Good morning.
Thursday in Whitewater will see occasional drizzle with a high of forty-one. Sunrise is 7:22 AM and sunset 4:23 PM, for 9h 01m 40s of daytime. The moon is a waxing gibbous with 94% of its visible disk illuminated.
Today is the seven hundred seventy-first day.
Whitewater’s CDA is scheduled to meet at 5:30 PM.
On this month in 1941 and long afterward, Wisconsin military enlistments soar:
After the attack on Pearl Harbor, thousands of Wisconsin citizens volunteered to fight. Roughly 320,000 Wisconsin soldiers served in the armed forces during the WWII, including more than 9,000 women. Wisconsin’s National Guard formed a substantial part of the new Red Arrow Division, helping to maintain the respected reputation of its predecessor from World War I by remaining undefeated in the Pacific theater. The majority of Wisconsin soldiers were draftees who served in units comprised of men from around the country. More than 8,000 soldiers died and another 13,000 were wounded in combat. Fifteen Wisconsin men won the Medal of Honor during WWII.
Recommended for reading in full:
Jennifer Rubin asks Why not indict the Trump Organization?:
Legal scholars debate whether a sitting president can be indicted or only impeached. If the latter, it’s not clear given the statutes of limitation on most crimes whether he could ever be prosecuted for certain crimes. That surely seems wrong; the framers certainly did not intend to give the president a get-out-of-jail free card for crimes he might commit in office. (One solution might be to indict under seal.)
What is clear, however, is that to the extent the president has a safe harbor for prosecution during his time in office, that protection is personal to him. His relatives and his business empire don’t get that benefit.
Indict a corporation (or a foundation or an LLC)? That’s what happened to the accounting firm Arthur Andersen in connection with the Enron scandal. The firm itself was indicted on a charge of alleged widespread obstruction of justice.
As for Trump’s supposedly charitable foundation, Shane Goldmacher reports Trump Foundation Will Dissolve, Accused of ‘Shocking Pattern of Illegality’:
The Donald J. Trump Foundation, once billed as the charitable arm of the president’s financial empire, agreed to dissolve on Tuesday and give away all its remaining assets under court supervision as part of an ongoing investigation and lawsuit by the New York attorney general.
The foundation was accused by the attorney general, Barbara Underwood, of “functioning as little more than a checkbook to serve Mr. Trump’s business and political interests,” and of engaging in “a shocking pattern of illegality” that included unlawfully coordinating with Mr. Trump’s 2016 presidential campaign.
In addition to shuttering the charity, her office has pursued a lawsuit that could bar President Trump and his three oldest children from the boards of other New York charities, as well as force the payment of millions in restitution and penalties.
“This is an important victory for the rule of law, making clear that there is one set of rules for everyone,” Ms. Underwood said in announcing the agreement.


* ABOUT THIS EXERCISE
Produce a verbatim transcription of the records below, beginning at the line containing "Chart 'house' bounding box." and ending at the final line; include only those lines.

* PROVIDED DATA

↓

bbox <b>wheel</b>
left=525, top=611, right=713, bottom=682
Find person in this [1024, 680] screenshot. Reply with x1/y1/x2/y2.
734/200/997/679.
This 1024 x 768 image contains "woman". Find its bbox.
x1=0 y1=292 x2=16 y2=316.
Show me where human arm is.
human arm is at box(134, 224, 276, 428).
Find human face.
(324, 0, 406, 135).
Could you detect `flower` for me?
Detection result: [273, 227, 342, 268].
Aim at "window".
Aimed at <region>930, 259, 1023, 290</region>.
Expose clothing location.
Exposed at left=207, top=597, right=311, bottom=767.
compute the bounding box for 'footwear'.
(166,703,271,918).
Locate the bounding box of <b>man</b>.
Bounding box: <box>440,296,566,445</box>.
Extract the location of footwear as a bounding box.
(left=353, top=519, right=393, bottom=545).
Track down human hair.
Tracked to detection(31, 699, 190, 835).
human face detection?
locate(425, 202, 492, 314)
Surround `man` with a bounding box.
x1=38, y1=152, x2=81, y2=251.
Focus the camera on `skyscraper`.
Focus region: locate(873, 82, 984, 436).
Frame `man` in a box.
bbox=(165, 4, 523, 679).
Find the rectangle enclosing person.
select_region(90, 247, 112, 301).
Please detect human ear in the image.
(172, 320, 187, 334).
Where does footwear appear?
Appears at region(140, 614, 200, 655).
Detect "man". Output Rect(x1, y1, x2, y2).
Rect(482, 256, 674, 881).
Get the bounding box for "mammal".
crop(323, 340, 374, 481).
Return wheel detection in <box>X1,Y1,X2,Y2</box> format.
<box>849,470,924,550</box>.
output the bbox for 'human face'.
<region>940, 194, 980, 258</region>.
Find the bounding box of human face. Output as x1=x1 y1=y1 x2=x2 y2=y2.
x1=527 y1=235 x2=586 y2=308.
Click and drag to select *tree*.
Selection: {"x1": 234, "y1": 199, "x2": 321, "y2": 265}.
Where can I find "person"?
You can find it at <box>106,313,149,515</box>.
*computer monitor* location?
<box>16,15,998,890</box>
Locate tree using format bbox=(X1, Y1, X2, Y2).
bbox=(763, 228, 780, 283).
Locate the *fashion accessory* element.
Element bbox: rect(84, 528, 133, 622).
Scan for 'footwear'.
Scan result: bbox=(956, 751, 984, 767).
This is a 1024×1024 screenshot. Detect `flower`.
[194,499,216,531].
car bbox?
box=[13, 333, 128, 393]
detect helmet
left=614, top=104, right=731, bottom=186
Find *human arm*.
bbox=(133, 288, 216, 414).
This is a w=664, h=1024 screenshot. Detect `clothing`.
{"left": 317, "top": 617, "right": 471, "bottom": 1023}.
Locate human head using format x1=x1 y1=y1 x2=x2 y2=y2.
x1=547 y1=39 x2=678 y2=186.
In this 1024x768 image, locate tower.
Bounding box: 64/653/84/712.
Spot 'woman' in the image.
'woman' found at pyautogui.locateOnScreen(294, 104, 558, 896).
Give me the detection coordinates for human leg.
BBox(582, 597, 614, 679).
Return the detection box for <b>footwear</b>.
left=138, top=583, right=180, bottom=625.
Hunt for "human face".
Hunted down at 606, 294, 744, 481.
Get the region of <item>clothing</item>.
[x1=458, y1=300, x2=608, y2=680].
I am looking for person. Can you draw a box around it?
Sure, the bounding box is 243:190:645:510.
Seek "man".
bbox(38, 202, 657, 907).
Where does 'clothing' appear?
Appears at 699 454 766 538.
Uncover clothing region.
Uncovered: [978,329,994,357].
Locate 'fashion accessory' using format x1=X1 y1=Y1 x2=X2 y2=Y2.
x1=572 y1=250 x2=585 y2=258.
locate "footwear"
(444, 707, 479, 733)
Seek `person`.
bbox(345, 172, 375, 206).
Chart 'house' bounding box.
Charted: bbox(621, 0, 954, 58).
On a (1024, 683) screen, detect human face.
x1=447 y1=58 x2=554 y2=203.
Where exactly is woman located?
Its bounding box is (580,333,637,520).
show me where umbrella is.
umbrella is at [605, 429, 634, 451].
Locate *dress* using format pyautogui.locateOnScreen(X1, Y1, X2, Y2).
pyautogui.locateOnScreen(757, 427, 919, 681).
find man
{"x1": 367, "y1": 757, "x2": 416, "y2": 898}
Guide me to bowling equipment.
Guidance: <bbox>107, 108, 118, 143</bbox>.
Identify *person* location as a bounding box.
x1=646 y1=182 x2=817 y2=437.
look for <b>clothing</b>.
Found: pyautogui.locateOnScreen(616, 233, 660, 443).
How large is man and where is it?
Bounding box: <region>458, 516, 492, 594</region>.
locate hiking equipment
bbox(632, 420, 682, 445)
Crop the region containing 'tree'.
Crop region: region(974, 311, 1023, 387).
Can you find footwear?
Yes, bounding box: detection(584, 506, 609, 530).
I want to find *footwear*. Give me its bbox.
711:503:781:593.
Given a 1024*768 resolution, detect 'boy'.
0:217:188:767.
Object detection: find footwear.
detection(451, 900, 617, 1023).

↑

* ANSWER BELOW
Chart 'house' bounding box.
Charted: bbox(621, 0, 954, 58).
On a (1024, 683) screen, detect human face.
x1=447 y1=58 x2=554 y2=203.
Where exactly is woman located?
Its bounding box is (580,333,637,520).
show me where umbrella is.
umbrella is at [605, 429, 634, 451].
Locate *dress* using format pyautogui.locateOnScreen(X1, Y1, X2, Y2).
pyautogui.locateOnScreen(757, 427, 919, 681).
find man
{"x1": 367, "y1": 757, "x2": 416, "y2": 898}
Guide me to bowling equipment.
Guidance: <bbox>107, 108, 118, 143</bbox>.
Identify *person* location as a bounding box.
x1=646 y1=182 x2=817 y2=437.
look for <b>clothing</b>.
Found: pyautogui.locateOnScreen(616, 233, 660, 443).
How large is man and where is it?
Bounding box: <region>458, 516, 492, 594</region>.
locate hiking equipment
bbox(632, 420, 682, 445)
Crop the region containing 'tree'.
Crop region: region(974, 311, 1023, 387).
Can you find footwear?
Yes, bounding box: detection(584, 506, 609, 530).
I want to find *footwear*. Give me its bbox.
711:503:781:593.
Given a 1024*768 resolution, detect 'boy'.
0:217:188:767.
Object detection: find footwear.
detection(451, 900, 617, 1023).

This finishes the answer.